Accounting rules place box ticking above prudence
AN INCREASINGLY acrimonious battle on accounting standards is playing out that few people can follow with ease. Accounting standards, as a consequence of their highly technical nature, are easy to put aside as only of interest to those who have spent decades deciphering company finances. However, accounts are fundamental to the functioning of the modern market economy. If the accounts are wrong, how can we know whether a company – especially a bank – is a going concern or not?
Unease centres on the blind faith that both the UK government and European regulators place in International Financial Reporting Standards (IFRS). Much ink has been spilt on the issue of IFRS allowing banks to inflate their balance sheets and profits. The standards may have exacerbated the boom before the banking collapse brought down the markets. Even today, we see huge bonuses being paid out on the basis of accounts that do not reflect reality, but are deemed acceptable because they conform to the standards. In February 2012, HSBC admitted that directors were paid £5.019m, rather than the £3.076m disclosed in the 2010 accounts which had been prepared under IFRS. In Ireland, a heated debate continues on why auditors signed off the accounts of banks such as AIB which then collapsed within a year. The auditors’ defence is that the accounts were signed off as “true and fair in accordance with IFRS”.
IFRS has encouraged a move away from the principle of prudence, whereby accounts must not overstate assets or understate liabilities. Profits should only be booked once they are realised, and sufficient funds are put aside to cover any potential losses. This has been replaced by an American-inspired principle of auditor neutrality, which means accounts are always deemed “true and fair” if they have ticked all the boxes required by IFRS. This encourages auditors to move away from exercising professional scepticism when assessing a company’s accounts to simply ticking boxes.
This box ticking failed to spot financial institutions recording expected income from complex financial instruments in advance. We all saw the result of that when financial institutions failed, or had to be bailed out, since they simply did not put aside enough funds to cover their exposure to credit default swaps and collateralised debt obligations. AIG Financial Products was able to build a portfolio of $2.7 trillion (£1.7 trillion) in derivatives, resulting in liabilities many times its capacity to pay out.
As we consider the ongoing negotiations on a new EU accounting directive, we should be looking for accountants and auditors to be guided above all by the principle of prudence. Without this, some financial institutions and corporates will be able to continue to hide behind the mask of international accounting standards and claim they are solvent when they may be anything but.
Syed Kamall is Conservative MEP for London and a member of the European Parliament’s Economic and Monetary Affairs Committee.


• _Aim of the task_
Scan the records below. Report the number of lines containing the word "cart", and nothing more.

■ ■ ■ ■ ■ ■ ■

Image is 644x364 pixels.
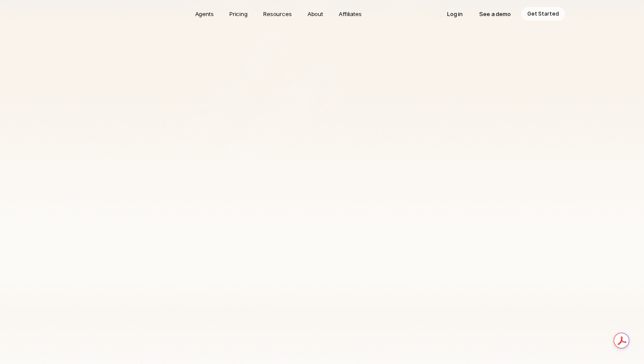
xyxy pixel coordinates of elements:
p: Log in [448,9,463,18]
a: Resources [258,7,297,21]
a: Log in [441,7,469,21]
p: About [308,9,323,18]
a: See a demo [473,7,517,21]
a: Affiliates [333,7,367,21]
p: Get Started [528,9,559,18]
p: Agents [195,9,214,18]
a: Get Started [521,7,566,21]
a: Agents [190,7,219,21]
a: Pricing [225,7,253,21]
p: See a demo [480,9,511,18]
a: About [302,7,329,21]
p: Resources [263,9,292,18]
p: Affiliates [339,9,362,18]
p: Pricing [229,9,247,18]
iframe: Youtube Video [86,6,558,360]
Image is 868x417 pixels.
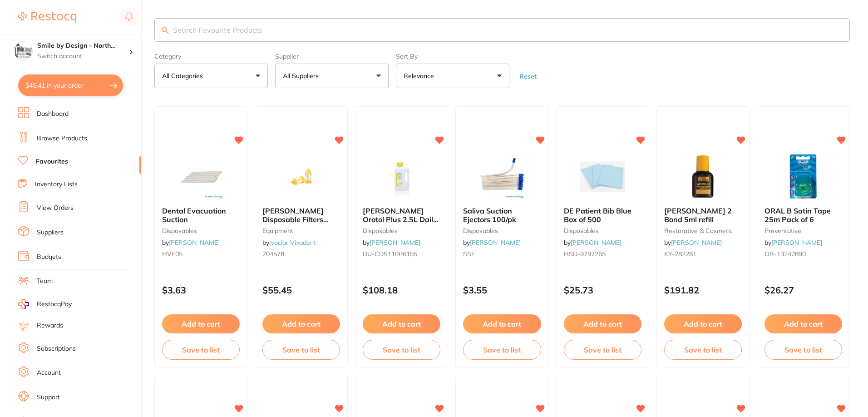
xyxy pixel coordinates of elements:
[673,154,732,200] img: SE BOND 2 Bond 5ml refill
[463,227,541,234] small: disposables
[272,154,331,200] img: Durr Disposable Filters Yellow (0725-041-00) / 12
[36,300,72,309] span: RestocqPay
[162,285,239,295] p: $3.63
[162,71,207,81] p: All Categories
[262,285,340,295] p: $55.45
[18,7,76,28] a: Restocq Logo
[162,206,226,224] span: Dental Evacuation Suction
[36,253,61,262] a: Budgets
[162,314,239,334] button: Add to cart
[270,239,316,247] a: Ivoclar Vivadent
[37,42,129,51] h4: Smile by Design - North Sydney
[35,157,68,166] a: Favourites
[363,250,417,258] span: DU-CDS110P6155
[262,250,284,258] span: 704578
[372,154,431,200] img: Durr Orotol Plus 2.5L Daily Suction Cleaning
[564,207,641,224] b: DE Patient Bib Blue Box of 500
[168,239,220,247] a: [PERSON_NAME]
[664,285,741,295] p: $191.82
[162,227,239,234] small: disposables
[764,314,841,334] button: Add to cart
[564,227,641,234] small: disposables
[171,154,231,200] img: Dental Evacuation Suction
[363,314,440,334] button: Add to cart
[154,18,849,42] input: Search Favourite Products
[463,314,541,334] button: Add to cart
[14,42,32,60] img: Smile by Design - North Sydney
[573,154,631,200] img: DE Patient Bib Blue Box of 500
[564,250,606,258] span: HSD-9797265
[36,393,60,402] a: Support
[764,227,841,234] small: preventative
[463,340,541,359] button: Save to list
[664,250,696,258] span: KY-282281
[564,340,641,359] button: Save to list
[36,321,63,330] a: Rewards
[363,285,440,295] p: $108.18
[664,239,722,247] span: by
[564,314,641,334] button: Add to cart
[463,285,541,295] p: $3.55
[370,239,420,247] a: [PERSON_NAME]
[18,75,123,97] button: $45.41 in your order
[283,71,322,81] p: All Suppliers
[262,340,340,359] button: Save to list
[564,285,641,295] p: $25.73
[403,71,437,81] p: Relevance
[363,227,440,234] small: disposables
[664,340,741,359] button: Save to list
[262,314,340,334] button: Add to cart
[664,206,731,224] span: [PERSON_NAME] 2 Bond 5ml refill
[18,299,72,310] a: RestocqPay
[162,340,239,359] button: Save to list
[262,206,339,240] span: [PERSON_NAME] Disposable Filters Yellow (0725-041-00) / 12
[664,227,741,234] small: restorative & cosmetic
[154,52,268,60] label: Category
[154,64,268,88] button: All Categories
[463,239,520,247] span: by
[262,239,316,247] span: by
[564,206,631,224] span: DE Patient Bib Blue Box of 500
[395,52,509,60] label: Sort By
[463,207,541,224] b: Saliva Suction Ejectors 100/pk
[664,207,741,224] b: SE BOND 2 Bond 5ml refill
[764,250,805,258] span: OB-13242890
[764,340,841,359] button: Save to list
[36,228,64,237] a: Suppliers
[363,207,440,224] b: Durr Orotol Plus 2.5L Daily Suction Cleaning
[363,340,440,359] button: Save to list
[670,239,722,247] a: [PERSON_NAME]
[363,206,438,232] span: [PERSON_NAME] Orotol Plus 2.5L Daily Suction Cleaning
[36,203,74,213] a: View Orders
[36,344,75,353] a: Subscriptions
[395,64,509,88] button: Relevance
[18,12,76,23] img: Restocq Logo
[262,227,340,234] small: equipment
[162,250,183,258] span: HVE05
[771,239,822,247] a: [PERSON_NAME]
[470,239,520,247] a: [PERSON_NAME]
[363,239,420,247] span: by
[36,134,87,143] a: Browse Products
[36,109,68,119] a: Dashboard
[262,207,340,224] b: Durr Disposable Filters Yellow (0725-041-00) / 12
[664,314,741,334] button: Add to cart
[564,239,622,247] span: by
[37,51,129,61] p: Switch account
[764,239,822,247] span: by
[36,277,52,286] a: Team
[473,154,531,200] img: Saliva Suction Ejectors 100/pk
[764,207,841,224] b: ORAL B Satin Tape 25m Pack of 6
[36,368,61,377] a: Account
[275,52,388,60] label: Supplier
[35,180,78,189] a: Inventory Lists
[463,206,516,224] span: Saliva Suction Ejectors 100/pk
[764,206,831,224] span: ORAL B Satin Tape 25m Pack of 6
[162,239,220,247] span: by
[570,239,622,247] a: [PERSON_NAME]
[463,250,474,258] span: SSE
[275,64,388,88] button: All Suppliers
[18,299,29,310] img: RestocqPay
[162,207,239,224] b: Dental Evacuation Suction
[516,72,539,81] button: Reset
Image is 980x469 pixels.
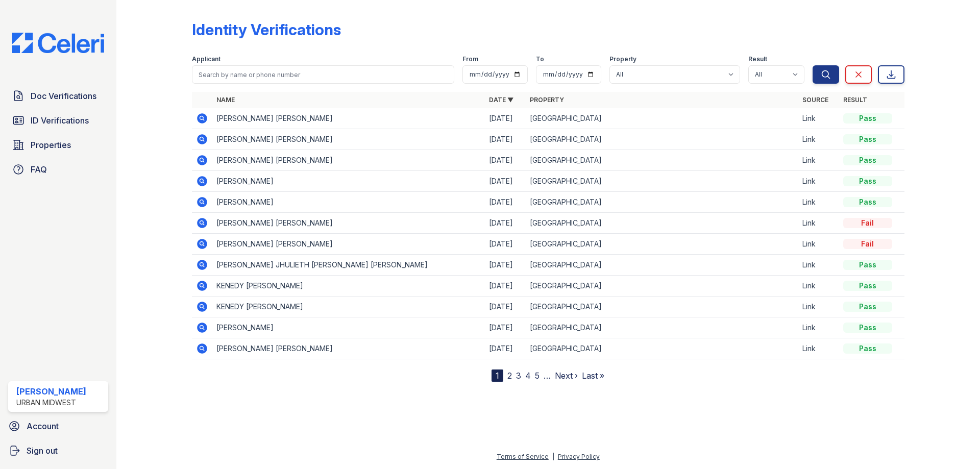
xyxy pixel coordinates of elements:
[799,339,839,359] td: Link
[16,398,86,408] div: Urban Midwest
[485,339,526,359] td: [DATE]
[555,371,578,381] a: Next ›
[843,260,893,270] div: Pass
[749,55,767,63] label: Result
[485,255,526,276] td: [DATE]
[526,129,799,150] td: [GEOGRAPHIC_DATA]
[485,276,526,297] td: [DATE]
[16,385,86,398] div: [PERSON_NAME]
[799,255,839,276] td: Link
[463,55,478,63] label: From
[526,150,799,171] td: [GEOGRAPHIC_DATA]
[526,234,799,255] td: [GEOGRAPHIC_DATA]
[8,110,108,131] a: ID Verifications
[803,96,829,104] a: Source
[4,33,112,53] img: CE_Logo_Blue-a8612792a0a2168367f1c8372b55b34899dd931a85d93a1a3d3e32e68fde9ad4.png
[212,318,485,339] td: [PERSON_NAME]
[27,420,59,432] span: Account
[535,371,540,381] a: 5
[526,171,799,192] td: [GEOGRAPHIC_DATA]
[544,370,551,382] span: …
[552,453,554,461] div: |
[799,171,839,192] td: Link
[526,339,799,359] td: [GEOGRAPHIC_DATA]
[485,108,526,129] td: [DATE]
[192,65,454,84] input: Search by name or phone number
[489,96,514,104] a: Date ▼
[843,155,893,165] div: Pass
[212,108,485,129] td: [PERSON_NAME] [PERSON_NAME]
[843,302,893,312] div: Pass
[799,213,839,234] td: Link
[526,255,799,276] td: [GEOGRAPHIC_DATA]
[4,416,112,437] a: Account
[485,150,526,171] td: [DATE]
[525,371,531,381] a: 4
[212,234,485,255] td: [PERSON_NAME] [PERSON_NAME]
[530,96,564,104] a: Property
[27,445,58,457] span: Sign out
[492,370,503,382] div: 1
[508,371,512,381] a: 2
[485,213,526,234] td: [DATE]
[843,281,893,291] div: Pass
[526,297,799,318] td: [GEOGRAPHIC_DATA]
[516,371,521,381] a: 3
[212,213,485,234] td: [PERSON_NAME] [PERSON_NAME]
[843,96,867,104] a: Result
[799,276,839,297] td: Link
[497,453,549,461] a: Terms of Service
[799,129,839,150] td: Link
[843,134,893,144] div: Pass
[843,344,893,354] div: Pass
[31,163,47,176] span: FAQ
[536,55,544,63] label: To
[799,297,839,318] td: Link
[799,192,839,213] td: Link
[31,139,71,151] span: Properties
[526,318,799,339] td: [GEOGRAPHIC_DATA]
[843,197,893,207] div: Pass
[582,371,605,381] a: Last »
[212,276,485,297] td: KENEDY [PERSON_NAME]
[212,297,485,318] td: KENEDY [PERSON_NAME]
[8,159,108,180] a: FAQ
[526,213,799,234] td: [GEOGRAPHIC_DATA]
[843,323,893,333] div: Pass
[843,113,893,124] div: Pass
[526,108,799,129] td: [GEOGRAPHIC_DATA]
[212,171,485,192] td: [PERSON_NAME]
[799,234,839,255] td: Link
[8,86,108,106] a: Doc Verifications
[4,441,112,461] a: Sign out
[799,108,839,129] td: Link
[485,297,526,318] td: [DATE]
[192,20,341,39] div: Identity Verifications
[843,176,893,186] div: Pass
[216,96,235,104] a: Name
[212,339,485,359] td: [PERSON_NAME] [PERSON_NAME]
[8,135,108,155] a: Properties
[843,218,893,228] div: Fail
[485,234,526,255] td: [DATE]
[31,90,97,102] span: Doc Verifications
[799,150,839,171] td: Link
[212,129,485,150] td: [PERSON_NAME] [PERSON_NAME]
[485,192,526,213] td: [DATE]
[526,276,799,297] td: [GEOGRAPHIC_DATA]
[31,114,89,127] span: ID Verifications
[526,192,799,213] td: [GEOGRAPHIC_DATA]
[485,129,526,150] td: [DATE]
[843,239,893,249] div: Fail
[485,171,526,192] td: [DATE]
[212,192,485,213] td: [PERSON_NAME]
[192,55,221,63] label: Applicant
[212,255,485,276] td: [PERSON_NAME] JHULIETH [PERSON_NAME] [PERSON_NAME]
[212,150,485,171] td: [PERSON_NAME] [PERSON_NAME]
[610,55,637,63] label: Property
[558,453,600,461] a: Privacy Policy
[485,318,526,339] td: [DATE]
[799,318,839,339] td: Link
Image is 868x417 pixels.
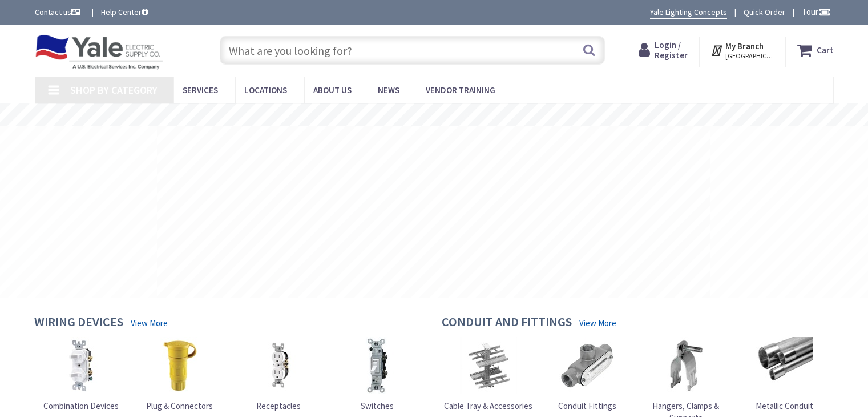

■ ■ ■ ■ ■ ■ ■

• _Answer to the exercise_
7